For all its obvious differences, the birth of a new Chinese government this week has a few key similarities to its democratic equivalent in the United States last week.
Canadians pondering our future dealings with the world's second largest economic and political powerhouse would be wise to realize it.
For one thing, as with the new democratic government to our south, when the powerful Standing Committee of the Communist Party of China announces itself on Thursday, it will be entirely drawn from the country's elite.
And while China may not have a "fiscal cliff" per se — the latest economic bugaboo in the U.S. — it is just as uncertain whether Beijing's new government will be able to solve its own brewing problem.
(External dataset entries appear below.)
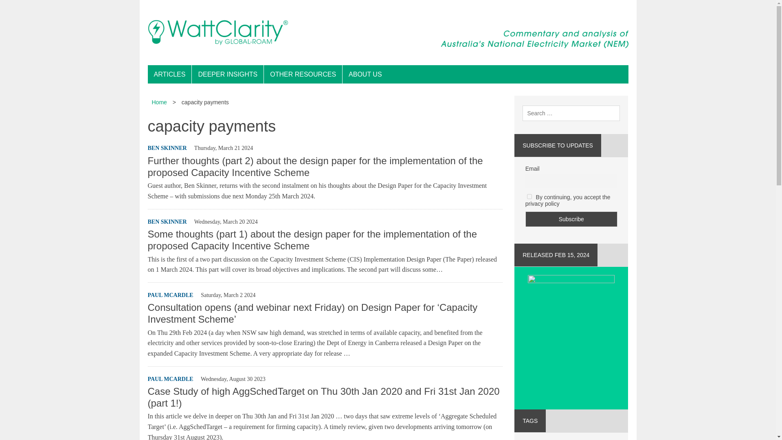 This screenshot has width=782, height=440. What do you see at coordinates (227, 74) in the screenshot?
I see `DEEPER INSIGHTS` at bounding box center [227, 74]. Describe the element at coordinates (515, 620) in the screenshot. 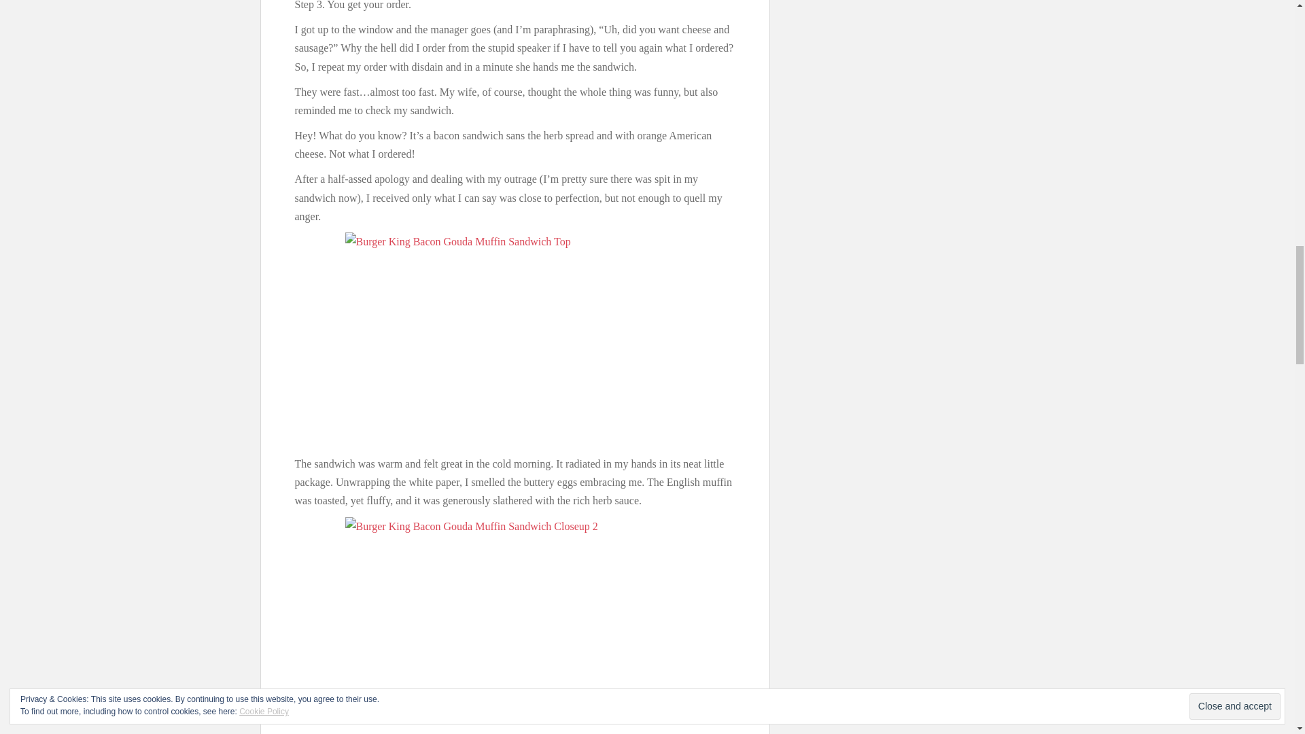

I see `Burger King Bacon Gouda Muffin Sandwich Closeup 2` at that location.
A third similarity that Canadians politicians and business leaders must understand is that no matter what they said or didn't say before taking office, we have no idea what the heck they are really going to do.
Remember, it was a right-wing president, Richard Nixon, who first reached out to an unreconstructed Communist China in 1972.
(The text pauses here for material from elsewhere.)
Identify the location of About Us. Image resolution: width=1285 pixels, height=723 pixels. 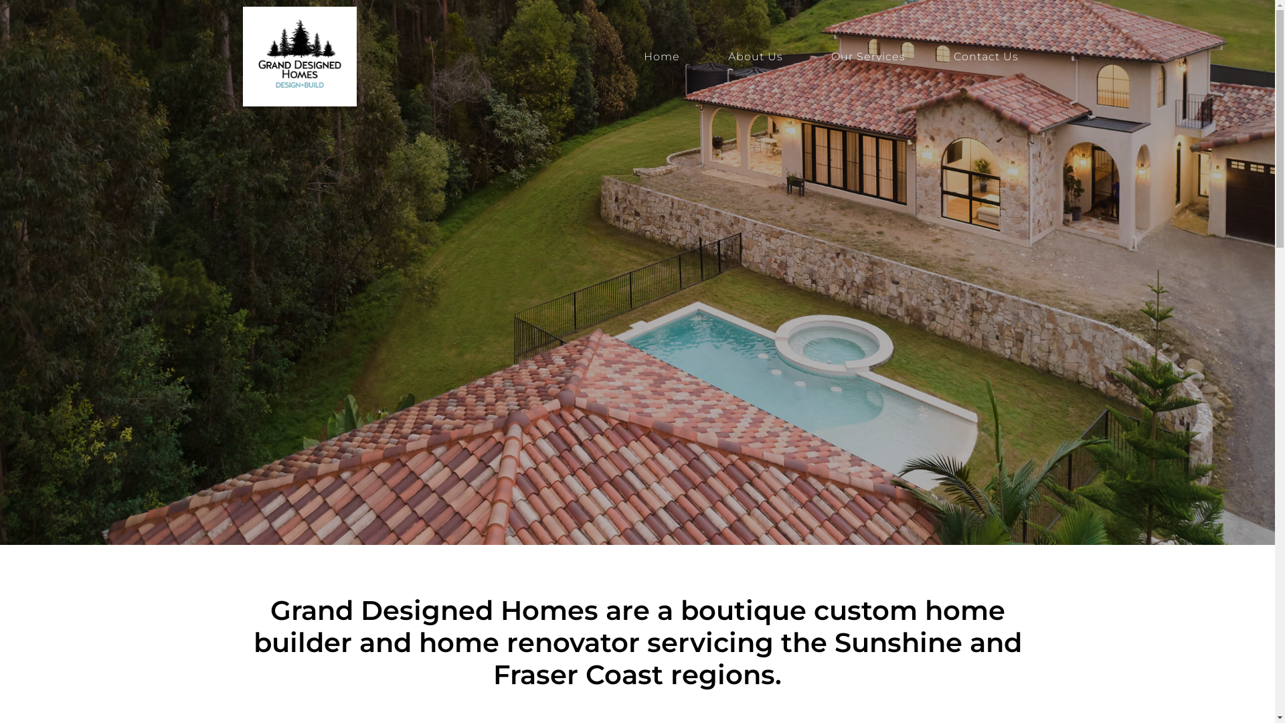
(755, 56).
It was the conservative Jiang Zemin, leader of the iron faction that crushed student democracy, who presided over the greatest economic explosion in Chinese history. It featured extraordinary annual growth rates that peaked in 1994 above 30 per cent.
A billion toothbrushes
I was a business reporter in Hong Kong at the time, and the excitement over the Chinese market opening of the early 1990s was sending shivers of enthusiasm down the spines of visiting Canadian capitalists.
"Imagine selling every person in China a single toothbrush," was one of the lines I remember hearing repeated.
A billion people, went the logic, a billion toothbrushes. The dollar signs danced in their heads. "And that's just the toothbrushes!"
With the wisdom of hindsight, the irony is delicious and instructive. Only 20 years later, at a moment when Prime Minister Stephen Harper is busy formalizing business links with Beijing, it is China selling the toothbrushes to us. Along with televisions, computers, underwear, smartphones, and lawn ornaments. Our job is to provide the raw materials.
Ties that bind
As soon as this week, without any input from Canadians, our country will enter a long-term (31-year!) binding agreement with the new and as yet unknown government of China.
Chinese President Hu Jintao and Stephen Harper at the Asia-Pacific Economic Co-operation Summit in Vladivostok in September 2012, where a new bilateral trade agreement was announced. (Reuters)Twenty years ago we thought we would be exporting toothbrushes. Now, we foresee China coveting our resources.
The merits of our deal with Beijing, the Foreign Investment Promotion and Protection Agreement, are in dispute, but what is certain that in 20 years, our economic relationship with China will not be the same as Harper imagines it is right now.
I, for one, am convinced that Canada's most important future export to China will not be a mineral.
Over 20 years, I have watched the transformation and growth of the Chinese economy.
And so long as global markets continue to function, and so long as China is not riven by internal disputes, I am convinced that its strong economy will have no trouble attracting the resources it requires no matter who owns them.
Political transformation
And while during the last 20 years, China's transformation has been economic, I am convinced during the next 20, China's transformation will be political. That is China's fiscal cliff. In 20 years, the Harper government will be gone. In 20 years, solar power or some undiscovered technology may well have crowded out our oilsands resource. But our agreement with China will still bind our two countries together.
During that time, the most precious export Canada can offer to China is our technology and example of democracy and its most important component, pluralism -- the distribution of power to many parts of society. It is pluralism that prevents voting from becoming a sham.
Currently, a small group of men hold the reins in China. The oldest witnessed the power of the 1949 revolution. Even more of them witnessed the chaos and terror of the Cultural Revolution. They fear sudden change.
For now we can profit by selling our natural resources. But we must also offer the precious gift of the slow revolution – democracy -- even though we really don't know how it works.
We cannot know what kind of China our Foreign Investment Promotion and Protection Agreement is binding us to.
But a week after a small group of billionaires with a shape-shifting front man nearly took power in the United States, we in Canada must help China grow a new, healthy, way of sharing and distributing power.